Bourelle and Ektvedt said they were only told about the city's plan to stop putting fluoride in their communities' water during a September meeting — four years after the water department received Coelho's petition. Ektvedt said she was "speechless" when she learned of the recommendation.
"It is an undemocratic decision made by the City of Montreal," Bourelle said. "It shows a complete lack of respect of the population affected."
He said the affected suburbs have only a small percentage of the voting power on the council, calling the process "a flagrant example of abuse of power by the majority at the agglomeration council."
This report by The Canadian Press was first published Nov. 21, 2024.
CTVNews.ca Top Stories
From essential goods to common stocking stuffers, Trudeau offering Canadians temporary tax relief
Canadians will soon receive a temporary tax break on several items, along with a one-time $250 rebate, Prime Minister Justin Trudeau announced Thursday.

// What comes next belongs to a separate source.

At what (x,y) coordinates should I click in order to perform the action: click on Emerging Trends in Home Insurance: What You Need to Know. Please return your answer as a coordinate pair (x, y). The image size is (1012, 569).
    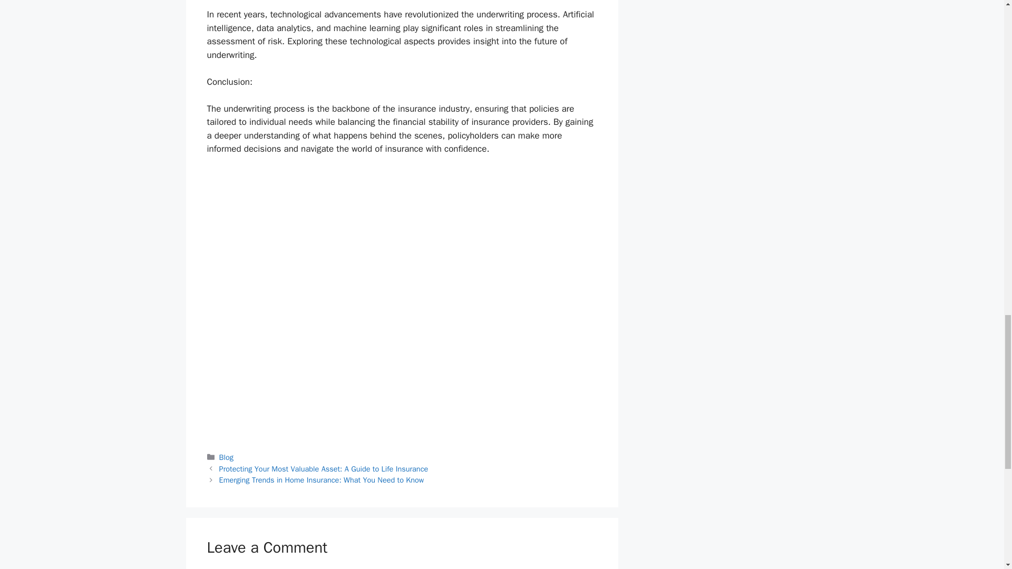
    Looking at the image, I should click on (322, 480).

She thought her children just had a cough or fever. A mother shares sons' experience with walking pneumonia
A mother shares with CTVNews.ca her family's health scare as medical experts say cases of the disease and other respiratory illnesses have surged, filling up emergency departments nationwide.
Trump chooses Pam Bondi for attorney general pick after Gaetz withdraws
U.S. president-elect Donald Trump on Thursday named Pam Bondi, the former attorney general of Florida, to be U.S. attorney general just hours after his other choice, Matt Gaetz, withdrew his name from consideration.

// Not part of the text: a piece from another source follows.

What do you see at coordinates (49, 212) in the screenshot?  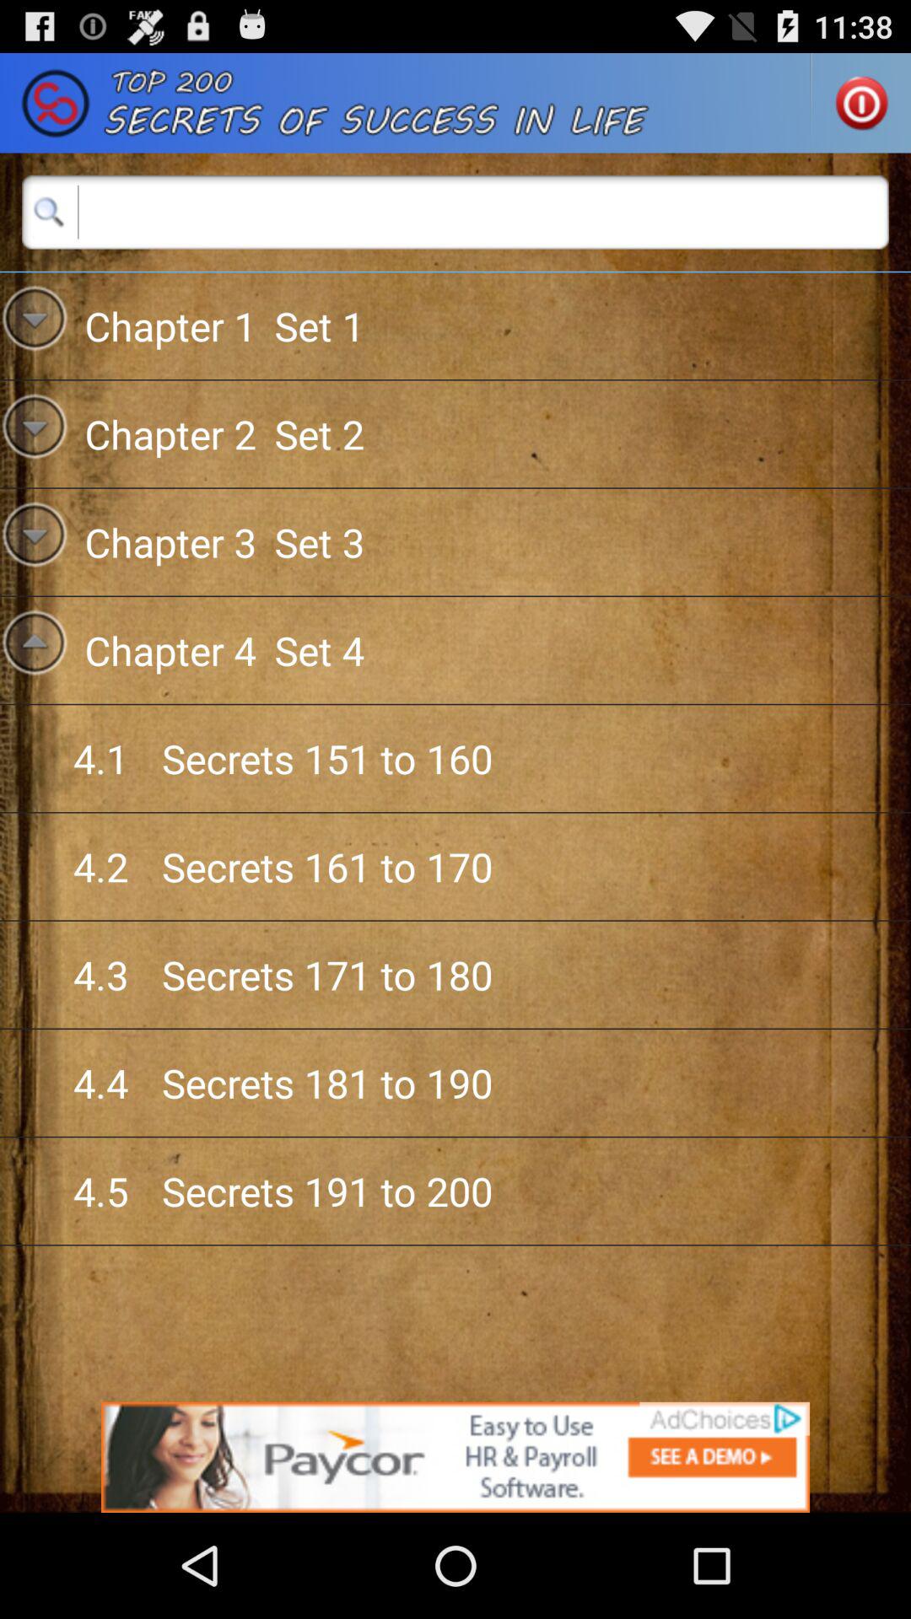 I see `click on icon which is above the text chapter 1 set 1` at bounding box center [49, 212].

Putin says Russia attacked Ukraine with a new missile that he claims the West can't stop
Russian President Vladimir Putin announced Thursday that Moscow has tested a new intermediate-range missile in a strike on Ukraine, and he warned that it could use the weapon against countries that have allowed Kyiv to use their missiles to strike Russia.
Here's a list of items that will be GST/HST-free over the holidays
Canadians won’t have to pay GST on a selection of items this holiday season, the prime minister vowed on Thursday.
A one-of-a-kind Royal Canadian Mint coin sells for more than $1.5M
A rare one-of-a-kind pure gold coin from the Royal Canadian Mint has sold for more than $1.5 million. The 99.99 per cent pure gold coin, named 'The Dance Screen (The Scream Too),' weighs a whopping 10 kilograms and surpassed the previous record for a coin offered at an auction in Canada.
Video shows octopus 'hanging on for dear life' during bomb cyclone off B.C. coast
Humans weren’t the only ones who struggled through the bomb cyclone that formed off the B.C. coast this week, bringing intense winds and choppy seas.
Taylor Swift's motorcade spotted along Toronto's Gardiner Expressway
Taylor Swift is officially back in Toronto for round two. The popstar princess's motorcade was seen driving along the Gardiner Expressway on Thursday afternoon, making its way to the downtown core ahead of night four of ‘The Eras Tour’ at the Rogers Centre.
Service Canada holding back 85K passports amid Canada Post mail strike
Approximately 85,000 new passports are being held back by Service Canada, which stopped mailing them out a week before the nationwide Canada Post strike.